The inconsistent measurements of the metallicity of HD 159062 raise questions about whether or not the system could be an example of a mild Ba or CH binary. Either way, we report here that HD 159062 does definitively reside in a binary with an evolved companion.
In this paper, we report the discovery of the white dwarf companion to HD 159062, using 14 years of precise radial velocity data from Keck/HIRES as well as multi-epoch, multi-band imaging observations from the ShaneAO system at Lick Observatory, PHARO at Palomar Observatory and NIRC2 at Keck Observatory. By combining the RV and imaging data, we can constrain the orbit and cooling age of HD 159062 A and its white dwarf companion, HD 159062 B. We describe the observations and data reduction in §2, and the astrometry and common proper motion of the companion in §3. We demonstrate that HD 159062 B is not consistent with a brown dwarf or main sequence companion based on its dynamics and color in §4. We detail our joint Bayesian analysis of the combined data set in §5, and present the best orbital parameters. Finally, we discuss the implications for the system’s evolution, especially in the context of typical Ba star systems in §6.
2 Observations and Data Reduction
2.1 Radial Velocity Observations
Using HIRES at the 10 meter Keck Telescope (Vogt et al., 1994), we have obtained 45 radial velocity observations of HD 159062 since 2003 as part of the California Planet Survey (CPS). Several of these measurements were taken as double exposures, and were later binned on a 1-day cadence.
For HD 159062, we collected spectra through the B5 or C2 decker, with a width of and a spectral resolution of . The exposures were timed to yield a per-pixel SNR of at 550 nm. A template spectrum (without iodine) was taken through the B3 decker, with a width of and spectral resolution of , and with per-pixel SNR of .
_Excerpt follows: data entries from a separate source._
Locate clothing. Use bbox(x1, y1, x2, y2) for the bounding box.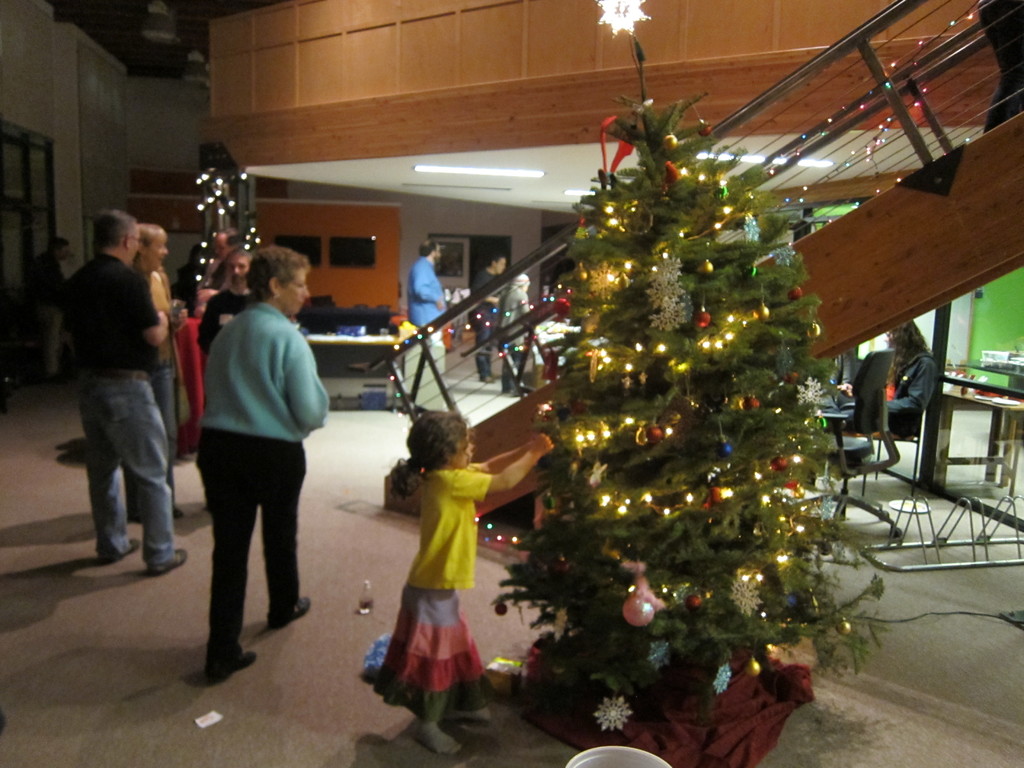
bbox(195, 298, 327, 676).
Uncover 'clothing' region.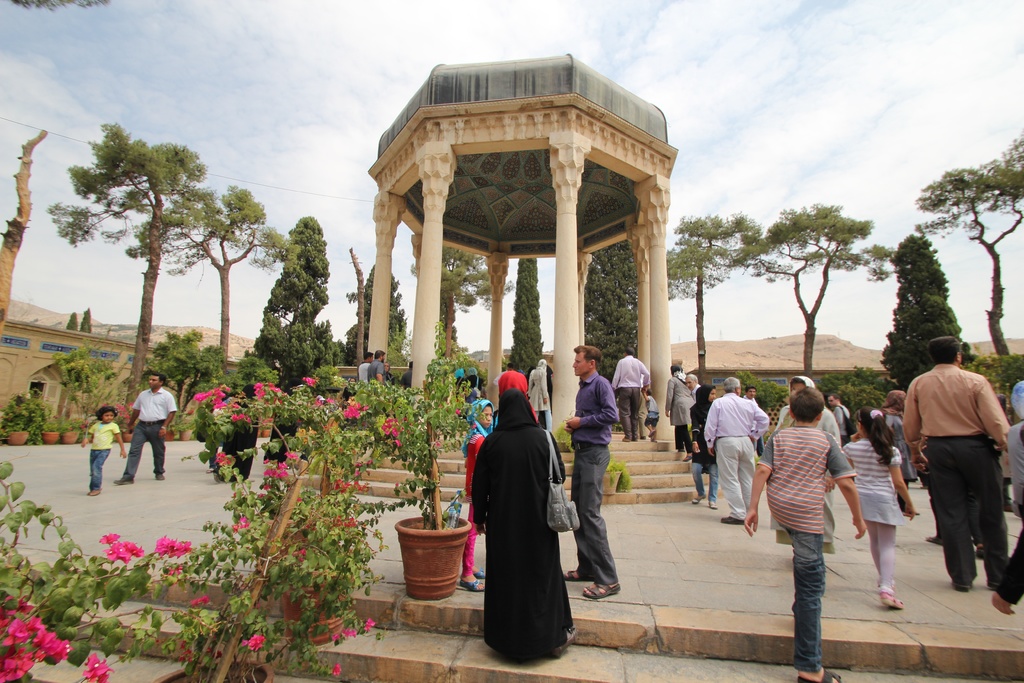
Uncovered: box=[906, 361, 1009, 460].
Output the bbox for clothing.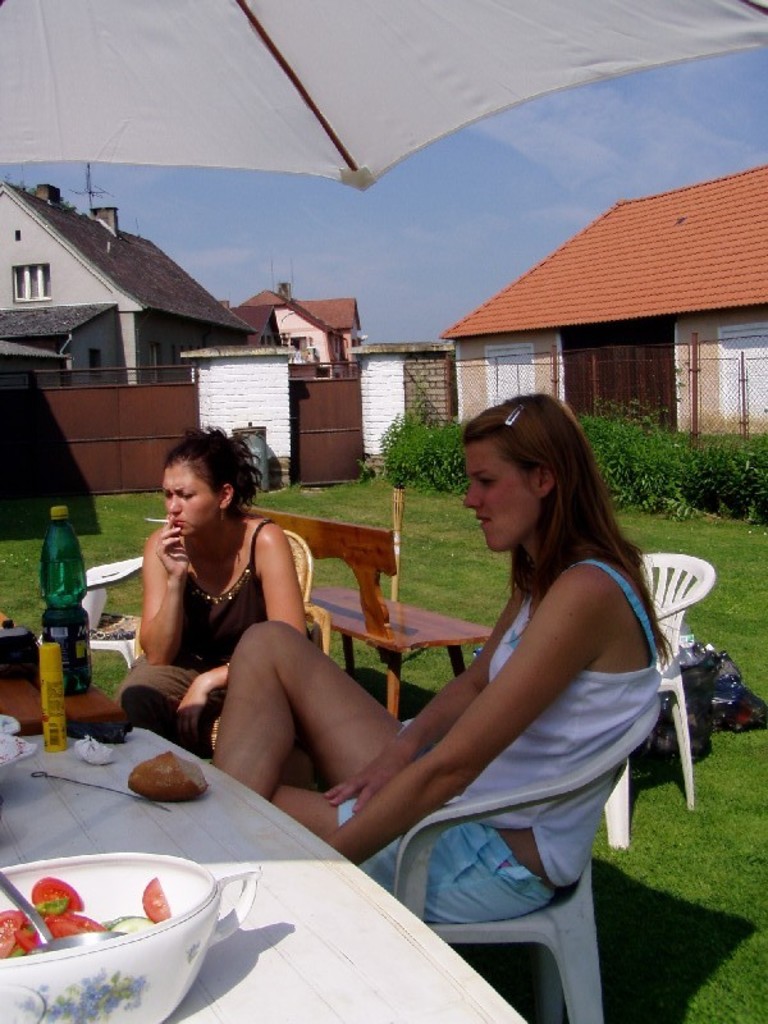
BBox(119, 513, 274, 762).
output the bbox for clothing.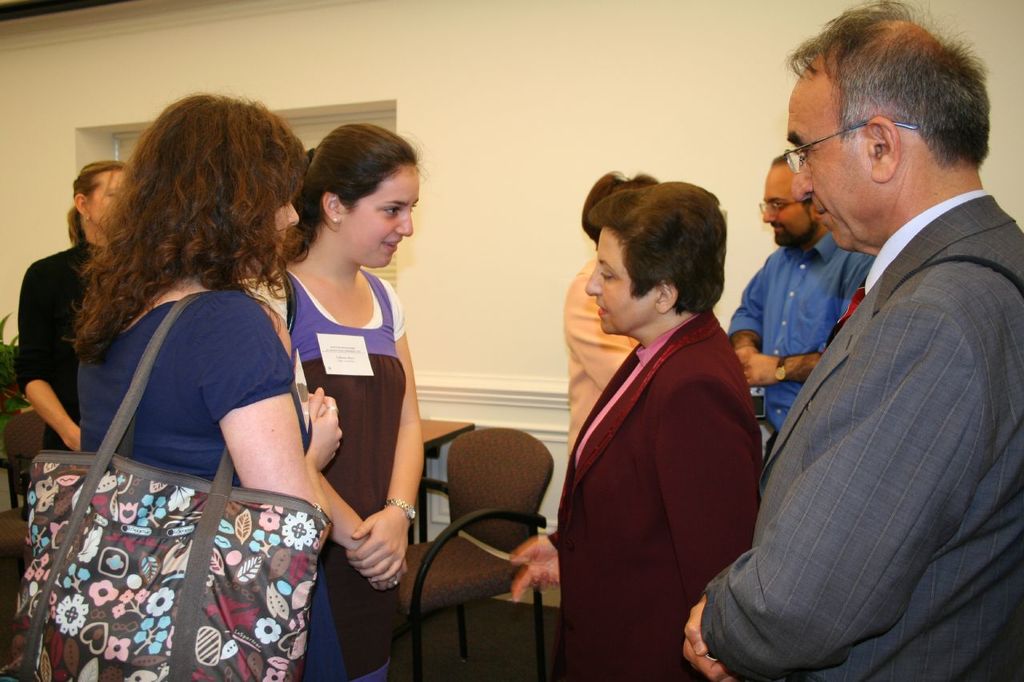
{"x1": 726, "y1": 229, "x2": 873, "y2": 436}.
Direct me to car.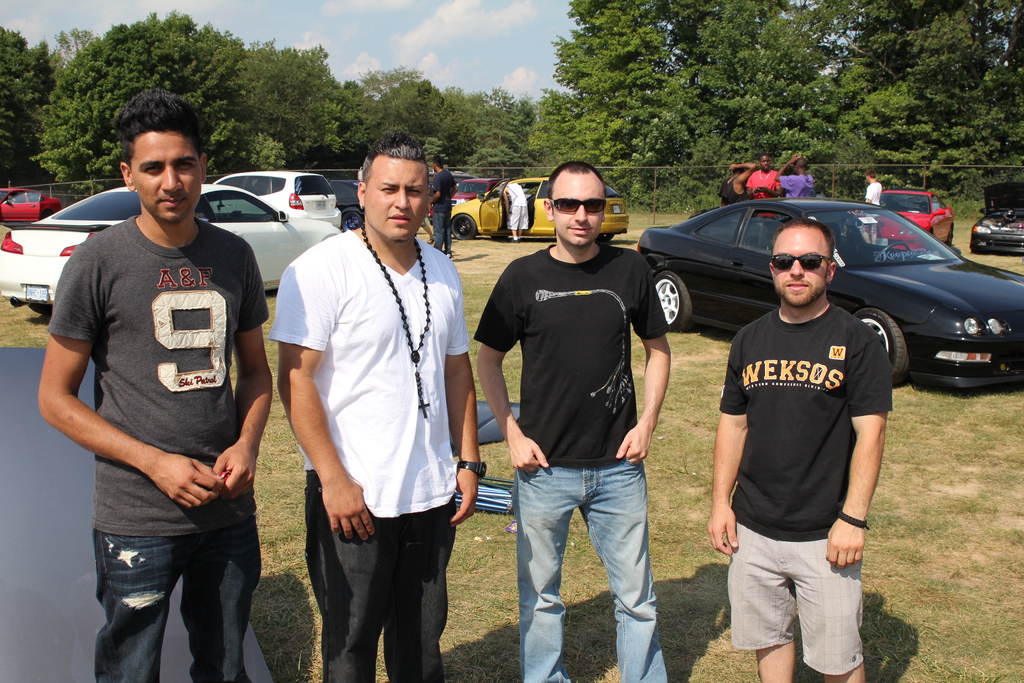
Direction: {"x1": 855, "y1": 185, "x2": 957, "y2": 249}.
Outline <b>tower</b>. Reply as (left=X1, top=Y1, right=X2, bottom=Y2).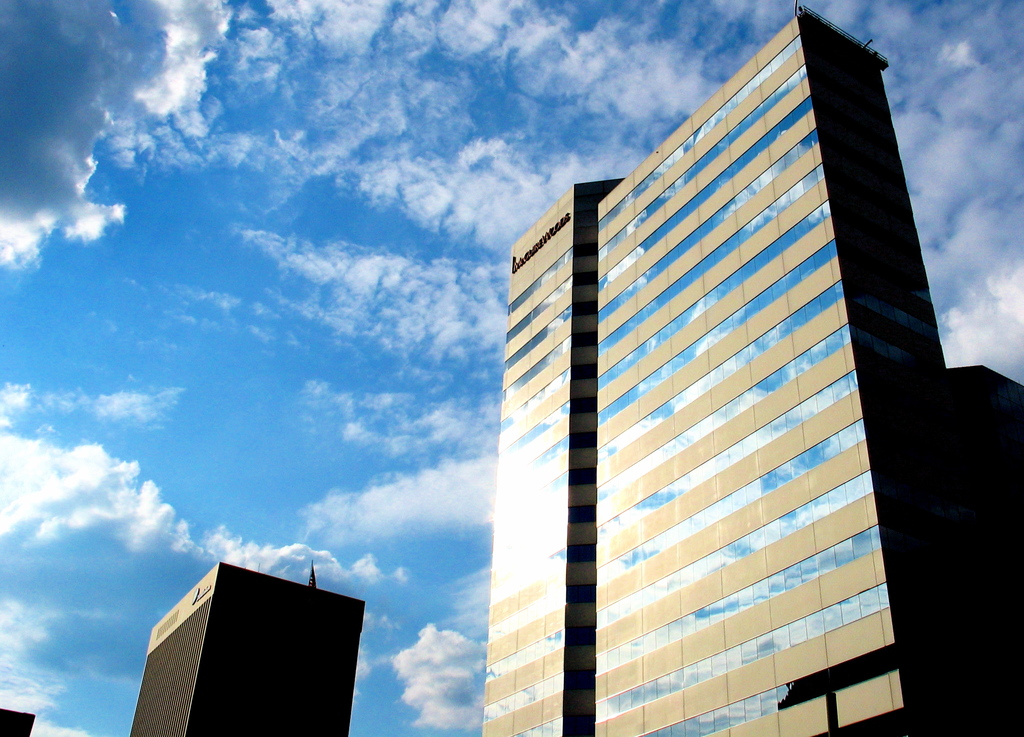
(left=417, top=10, right=952, bottom=636).
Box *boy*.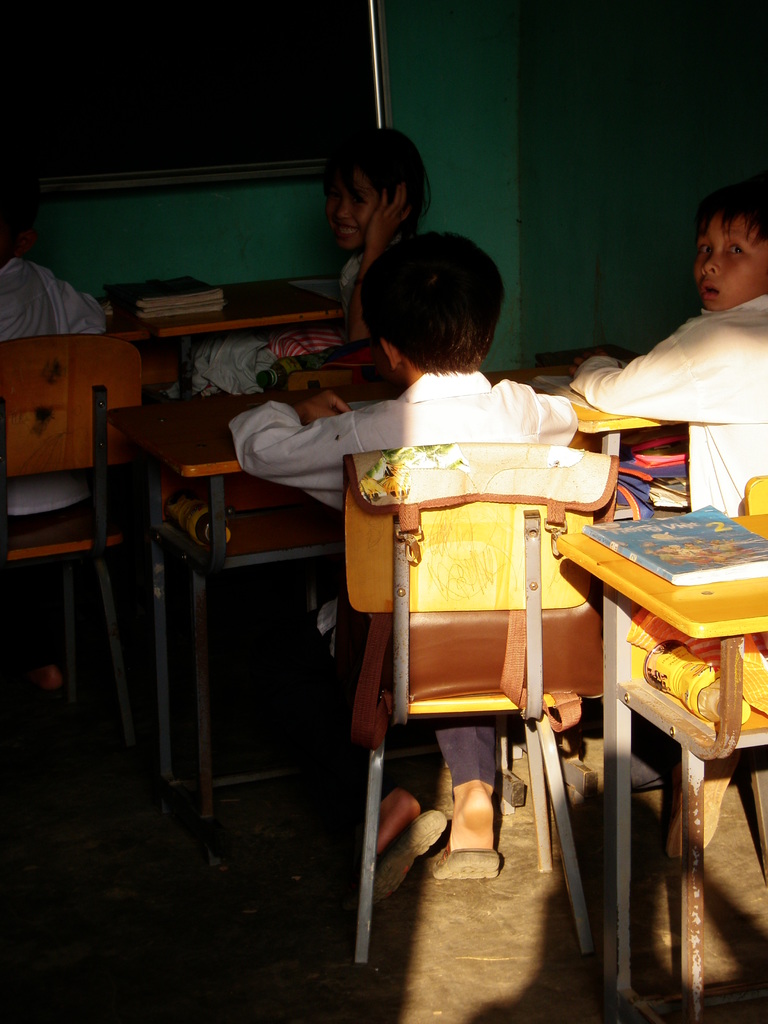
Rect(220, 224, 600, 904).
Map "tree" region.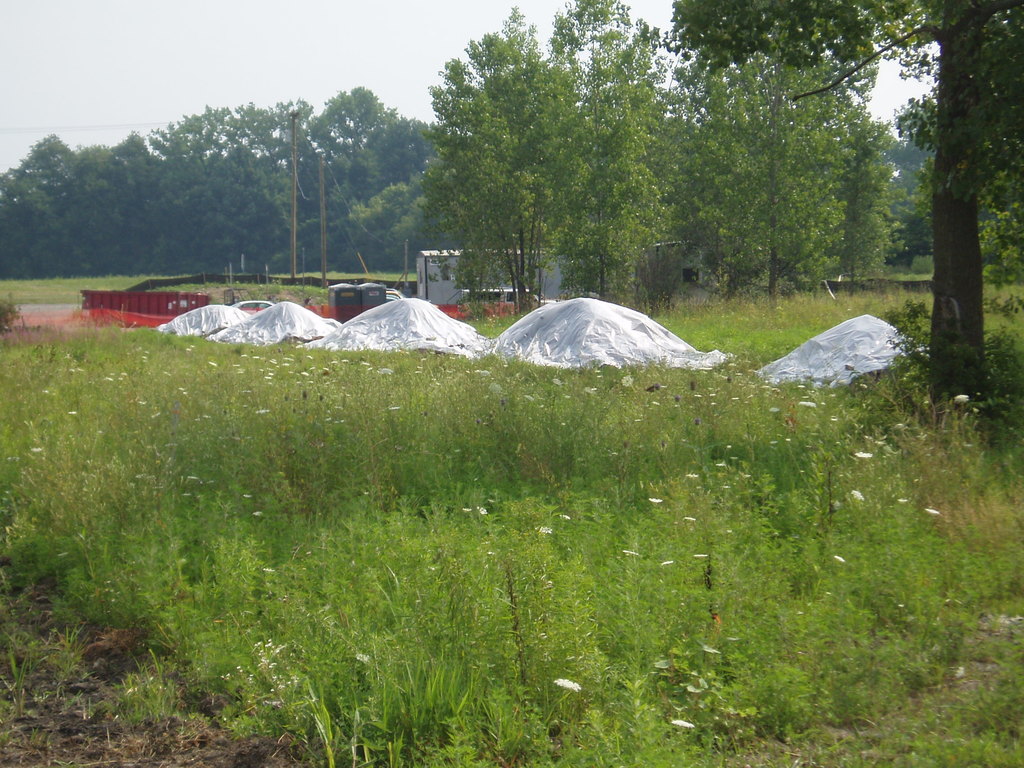
Mapped to box=[382, 114, 435, 241].
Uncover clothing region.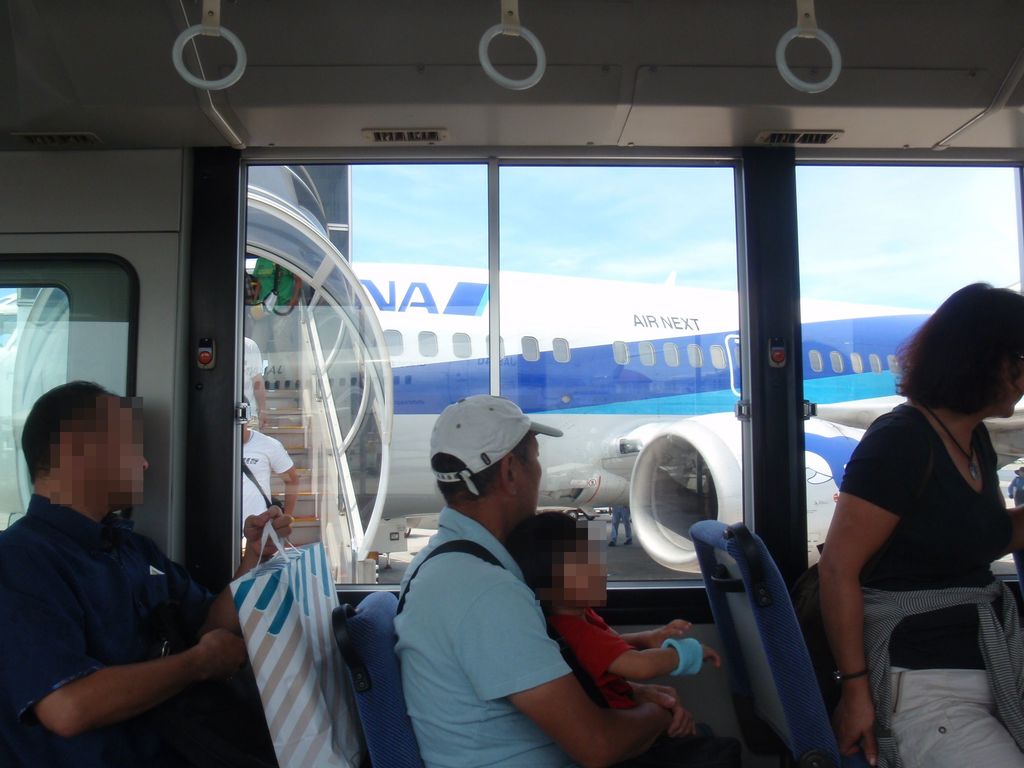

To reduce the spectra and extract RVs, we used the standard California Planet Survey pipeline (e.g. Howard et al., 2010; Howard & Fulton, 2016). In brief, starlight passes through a cell containing molecular iodine, imprinting a dense forest of absorption lines on the stellar spectrum. These lines are used as a high-fidelity wavelength calibration and PSF reference. The template spectrum is obtained without the iodine cell to use as a stellar spectral reference. This reference spectrum is deconvolved against the instrumental PSF, and the wavelength solution, instrumental PSF, and radial velocity are forward modeled for each observing epoch. Each spectrum is divided into “chunks”, and the radial velocity is extracted individually for each. The RVs and uncertainties reflect the weighted average and scatter of the results for the ensemble of spectral chunks.
The RV time series of HD 159062 shows a strong RV acceleration of . Careful inspection of the radial velocity time series shows slight curvature about this linear trend, which provides greater leverage on the full orbit. Figure 1 displays the radial velocity time series, as well as a linear fit to the data. The RV dataset is provided in Table 2.1, along with the internal RV uncertainties.
The reference list from the paper itself. Each links out to its DOI / PubMed record.